Voters in Search of Hitler, Not Churchill
Today we have Hillary Clinton announcing that "everyday Americans" need a "champion," and that she is it, the woman who would be king. The "everyday Germans" in 1930 were looking for a champion that would deliver them from the devastation, humiliation, and deprivation afflicting them after the First World War and Treaty of Versailles. They thought they found that champion in the man who would be called Der Fuhrer.
Ben Carson promises voters that his presidency will "heal ... inspire ... revive." Sounds more like the job description of a savior than a president. Carly Fiorina will bring us "new possibilities" when what we really need is the old principles. Bernie Sanders promises the "coming" of a "political revolution" — creepy words from a man whose philosophical forebears gave the world the 1917 Bolshevik Revolution.
Marco Rubio will establish "a new American century." He must be dizzy from too much time on Mount Hubris. There he has probably already bumped into Donald Trump who pledges that he will "make America great again."
We could speak of all the other would-be presidents and overwrought promises currently and throughout the political past of America and most other nations.
All these triumphalisms are more the rhetoric of the Nuremberg rallies than the exhortations that came out of No. 10 Downing Street when Churchill was in residence. While Hitler was screeching about German greatness and its right of global dominance, Churchill was saying this: "I have nothing to offer but blood, tears, toil, and sweat." That will necessitate the determination to "fight on the beaches ... the landing grounds ... in the fields and in the streets ... in the hills; we shall never surrender."
Not good fodder for a soundbite campaign. Just the hard facts that require the kind of will and endurance that arise from character.
Hitler, on the other hand, was giving the people what they wanted. They were hearing his tirades but not listening; otherwise they would have seen him for the tyrant he was rather than flocking to him like some great hero arising from the mists of Teutonic legend. Yet those same people, wafted aloft by the promises of a new nationalism, created Hitler, and foisted him upon the world.
Many outside Germany, even in Churchill's Britain, were buying into the Hitler rhetoric. They succumbed to the equivalency that suggested that Hitlerism was as virtuous, if not more so, than the "Christian civilization" for which Winston Churchill crusaded. From equivalency in principle comes ambiguity in policy, confusion about national purpose and identity, and ultimately disaster.
Yet for some 1930s aristocrats and even commoners in Britain and America, Hitlerism was the wave of the future. His Germanic nationalism would bring the world out of its languor, and inspire new progress, they hoped. On St. George's Day 1933 — the year Hitler became chancellor in Germany — Churchill lamented that "the worst difficulties we suffer ... come from the unwarrantable self-abasement into which we have been cast by a powerful section of our own intellectuals."
Thus it was a perilous time for Germany and the world.
This is also a dangerous moment for American politics. New nationalisms always bring new tyrannies. Consider the shocking restrictions on speech and even thought in America. Contemplate the vastness of the rising regulatory nature of government. Reflect upon the abolition of borders. Think about the frightening expansion of judicial tyranny.
Read between the lines of candidates' slogans. Consider favorably those who summon us to character, and see through those who appeal only to our pride by deluding us with promises of "greatness."
Otherwise we may get Hitler rather than Churchill.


## What the task asks
For each line below, check for the word "pancreas", then state how many lines contain it, with no other output.

(Data supplied Opens)

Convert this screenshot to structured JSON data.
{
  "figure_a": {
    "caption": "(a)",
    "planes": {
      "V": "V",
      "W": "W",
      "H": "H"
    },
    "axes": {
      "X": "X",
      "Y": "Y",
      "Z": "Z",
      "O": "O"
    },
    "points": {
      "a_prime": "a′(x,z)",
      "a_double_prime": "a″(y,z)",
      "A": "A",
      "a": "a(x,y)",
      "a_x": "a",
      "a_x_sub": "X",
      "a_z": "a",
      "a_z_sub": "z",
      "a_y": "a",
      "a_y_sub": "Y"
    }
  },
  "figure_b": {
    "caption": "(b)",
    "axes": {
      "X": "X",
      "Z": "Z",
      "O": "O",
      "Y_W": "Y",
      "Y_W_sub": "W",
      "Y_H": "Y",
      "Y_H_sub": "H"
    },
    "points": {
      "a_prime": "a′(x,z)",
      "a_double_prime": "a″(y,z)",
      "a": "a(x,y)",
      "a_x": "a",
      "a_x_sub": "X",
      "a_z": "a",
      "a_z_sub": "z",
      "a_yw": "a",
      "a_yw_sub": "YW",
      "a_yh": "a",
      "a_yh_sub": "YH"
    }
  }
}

(Data supplied Closes)
(Data supplied Opens)

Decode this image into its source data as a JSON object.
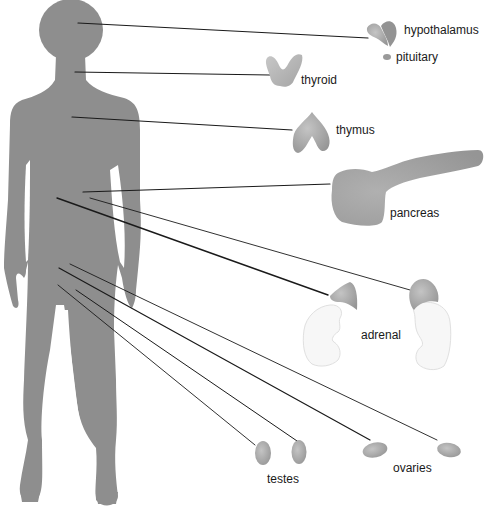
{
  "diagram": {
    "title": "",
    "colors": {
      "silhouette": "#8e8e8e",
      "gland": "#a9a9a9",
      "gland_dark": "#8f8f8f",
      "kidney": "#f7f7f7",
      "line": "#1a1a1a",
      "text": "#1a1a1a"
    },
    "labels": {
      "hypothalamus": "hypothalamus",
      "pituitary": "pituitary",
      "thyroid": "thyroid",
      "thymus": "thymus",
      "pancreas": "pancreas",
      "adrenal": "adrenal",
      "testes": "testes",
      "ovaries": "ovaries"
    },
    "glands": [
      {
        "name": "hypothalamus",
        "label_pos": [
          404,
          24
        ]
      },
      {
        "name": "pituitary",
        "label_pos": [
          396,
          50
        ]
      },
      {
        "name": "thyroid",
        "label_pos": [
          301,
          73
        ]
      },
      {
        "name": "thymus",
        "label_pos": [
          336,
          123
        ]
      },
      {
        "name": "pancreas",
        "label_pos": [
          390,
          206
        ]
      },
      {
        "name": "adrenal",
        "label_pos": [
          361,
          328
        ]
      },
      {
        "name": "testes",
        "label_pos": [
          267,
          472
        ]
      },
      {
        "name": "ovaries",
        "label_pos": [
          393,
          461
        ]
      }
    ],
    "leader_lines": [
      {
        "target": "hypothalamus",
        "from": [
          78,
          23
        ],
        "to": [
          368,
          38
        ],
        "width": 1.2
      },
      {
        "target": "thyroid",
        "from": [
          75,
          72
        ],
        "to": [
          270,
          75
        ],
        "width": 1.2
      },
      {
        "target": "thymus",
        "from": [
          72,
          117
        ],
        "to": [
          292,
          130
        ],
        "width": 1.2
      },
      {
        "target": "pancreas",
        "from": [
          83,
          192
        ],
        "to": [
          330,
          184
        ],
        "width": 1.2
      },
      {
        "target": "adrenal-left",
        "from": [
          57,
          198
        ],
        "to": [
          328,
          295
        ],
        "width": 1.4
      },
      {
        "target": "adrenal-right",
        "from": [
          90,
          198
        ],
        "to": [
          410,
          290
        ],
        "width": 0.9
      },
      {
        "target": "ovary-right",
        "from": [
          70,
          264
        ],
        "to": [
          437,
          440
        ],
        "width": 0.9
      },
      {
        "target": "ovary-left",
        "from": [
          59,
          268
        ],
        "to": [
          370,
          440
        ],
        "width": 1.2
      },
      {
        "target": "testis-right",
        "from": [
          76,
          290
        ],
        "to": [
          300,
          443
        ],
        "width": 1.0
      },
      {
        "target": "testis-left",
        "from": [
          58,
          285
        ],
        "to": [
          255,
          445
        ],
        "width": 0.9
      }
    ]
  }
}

(Data supplied Closes)
(Data supplied Opens)

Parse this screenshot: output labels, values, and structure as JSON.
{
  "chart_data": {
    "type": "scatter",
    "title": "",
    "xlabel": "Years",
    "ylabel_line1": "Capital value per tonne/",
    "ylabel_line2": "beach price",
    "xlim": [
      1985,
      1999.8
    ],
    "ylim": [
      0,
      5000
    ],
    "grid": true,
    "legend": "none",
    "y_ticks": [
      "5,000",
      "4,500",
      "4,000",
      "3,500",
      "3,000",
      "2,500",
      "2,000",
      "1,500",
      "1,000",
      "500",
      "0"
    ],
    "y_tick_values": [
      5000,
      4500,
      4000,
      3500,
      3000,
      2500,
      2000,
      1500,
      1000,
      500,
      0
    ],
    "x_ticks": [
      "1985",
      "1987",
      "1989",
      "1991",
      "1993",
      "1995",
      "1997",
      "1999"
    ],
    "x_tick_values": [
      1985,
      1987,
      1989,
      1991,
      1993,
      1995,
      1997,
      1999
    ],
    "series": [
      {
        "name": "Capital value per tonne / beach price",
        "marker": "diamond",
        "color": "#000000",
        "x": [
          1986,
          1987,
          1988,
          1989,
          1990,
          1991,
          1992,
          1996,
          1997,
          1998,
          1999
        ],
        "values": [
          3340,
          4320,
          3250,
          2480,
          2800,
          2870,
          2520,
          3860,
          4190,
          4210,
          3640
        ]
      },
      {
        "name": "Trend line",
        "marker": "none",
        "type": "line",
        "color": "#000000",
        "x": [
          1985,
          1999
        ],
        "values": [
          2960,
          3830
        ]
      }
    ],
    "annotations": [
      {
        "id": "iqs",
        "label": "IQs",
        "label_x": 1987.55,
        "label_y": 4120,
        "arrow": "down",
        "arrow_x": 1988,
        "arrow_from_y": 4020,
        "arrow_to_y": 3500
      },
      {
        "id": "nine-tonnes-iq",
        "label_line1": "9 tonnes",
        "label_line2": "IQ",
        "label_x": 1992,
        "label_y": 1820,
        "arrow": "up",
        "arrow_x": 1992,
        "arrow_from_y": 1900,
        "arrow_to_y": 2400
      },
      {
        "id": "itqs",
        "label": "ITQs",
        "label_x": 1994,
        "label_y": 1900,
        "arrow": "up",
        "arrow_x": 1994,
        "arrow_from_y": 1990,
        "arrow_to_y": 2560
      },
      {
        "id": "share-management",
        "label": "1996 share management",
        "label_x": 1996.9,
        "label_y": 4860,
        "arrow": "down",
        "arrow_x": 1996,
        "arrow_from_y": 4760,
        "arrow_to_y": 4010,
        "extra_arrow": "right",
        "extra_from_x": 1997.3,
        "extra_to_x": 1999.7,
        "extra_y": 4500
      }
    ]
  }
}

(Data supplied Closes)

## Response to the exercise
3